Burton was slow to adopt VIs (or “soft synths”) to meet the demands of live performing and touring. “I tended to shy away from soft synths,” Burton recalls. “I didn’t trust one live unless I had it set to just one thing and left it that way all night. But not anymore, thanks to Gig Performer. Now, anything I can do in the studio, I can reproduce live.” Having taken the plunge into VIs, Burton relies on Native Instrument Kontakt and other instruments from Komplete 11, Modartt Pianoteq 6, Spectrasonics Omnisphere and Keyscape, Arturia’s V Collection 6, the Tal-U-No-LX-V2, G-Force’s M-Tron Pro, Virtual String Machine, and Minimonsta, among others.

Onstage, Burton runs Gig Performer on a late 2017 MacBook Pro laptop equipped with a Thunderbolt 3 SSD and a fast, rack-mounted 3 TB RAID. He carries two hardware synthesizers on tour: a Nord Stage 3 and a Sequential OB-6. Given the rock and soul orientation of the Disciples of Soul, Hammond B3 organ is also a crucial sound. “Steven likes the look of a B3, so I have a Hammond XK-5, which is a digital B3,” reveals Burton. “Even that is MIDI’ed up, though, so that if I’m playing both keyboard manuals and need to trigger a glockenspiel sound or a low bass, I can do it from the lower manual because it’s programmed into the Gig Performer rackspace.” (A rackspace is a complete configuration of plug-ins, including routing and control.)

Burton emphasizes that ease of use is critical in his fast-paced world. “In all the touring situations I’m in, especially with Steven, you have to sound great fast,” he says. “Just about every decision in this band I make in the heat of battle. When we’re rehearsing or at soundcheck, I don’t have any time to tweak, so all my sounds in Gig Performer are programmed beforehand, and they just show up and sound right. That’s exactly what I need.”

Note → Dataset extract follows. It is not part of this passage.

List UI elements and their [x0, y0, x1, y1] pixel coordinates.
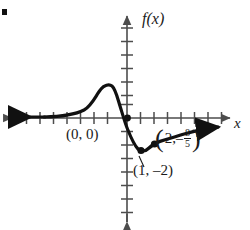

Easily accessing complex sound combinations is another quality of Gig Performer Burton finds invaluable. “There are some songs from Steven’s ‘80s period where I need four or five synth sounds, plus strings and glockenspiel on the chorus. So I have to bring in Kontakt instruments for those on top of discoDSP’s OB-Xd, for instance, and then on top of that add the TAL-U-NO-LX Juno 60 emulator,” Burton details. “All those things take time in the studio to set up. With Gig Performer, one button-push and it’s all there, mapped and layered exactly as I want, with all the effects dialed in just right. It’s great!” The VI sounds are combined using Gig Performer audio mixer modules in each rackspace.

Burton can configure things fast and adapt them as needed in Gig Performer without a lot of effort spent working out how to accomplish tasks. “I found Gig Performer much easier than the other live soft synth programs that are out there,” he testifies. “It’s extremely intuitive to set up, and there were way fewer hiccups.”

Gig Performer provides extremely deep capabilities for controlling instruments and processor plug-ins through widgets, controls that map on one side to plug-in parameters and are controlled onscreen or mapped on the other side to a physical controller. But Burton’s control tasks are straightforward. “I use widgets primarily for controlling audio mixer faders and mute buttons and for metering. I mostly control the faders from the computer trackpad, but some are mapped to the Nord Stage 3’s expression pedal,” reports Burton. “Occasionally I’ll map a knob widget to a synth’s filter cutoff or resonance, or to damping on the Clavinet in Pianoteq, and use the mod wheel to control that.”

Gig Performer makes Burton feel like a bit of a wizard, able to conjure entire worlds with a single finger. “Gig Performer is the entirety of the soft synth equation. With Gig Performer, one patch change from the Nord and I have a completely different setup,” he states proudly.

With little time to spend experimenting with new software, Burton is very appreciative of Deskew’s responsiveness to his questions. “The support has been stellar,” he reports. “I don’t feel like I’m working in the dark. Some companies are very unapproachable, but Deskew responds really quickly to phone calls and emails.”

The heavy demands of being a Disciple of Soul could have been stressful for Burton, but discovering Gig Performer, he proclaims, put him fully in control. “Gig Performer couldn’t have come a moment too soon,” concludes Burton with a smile.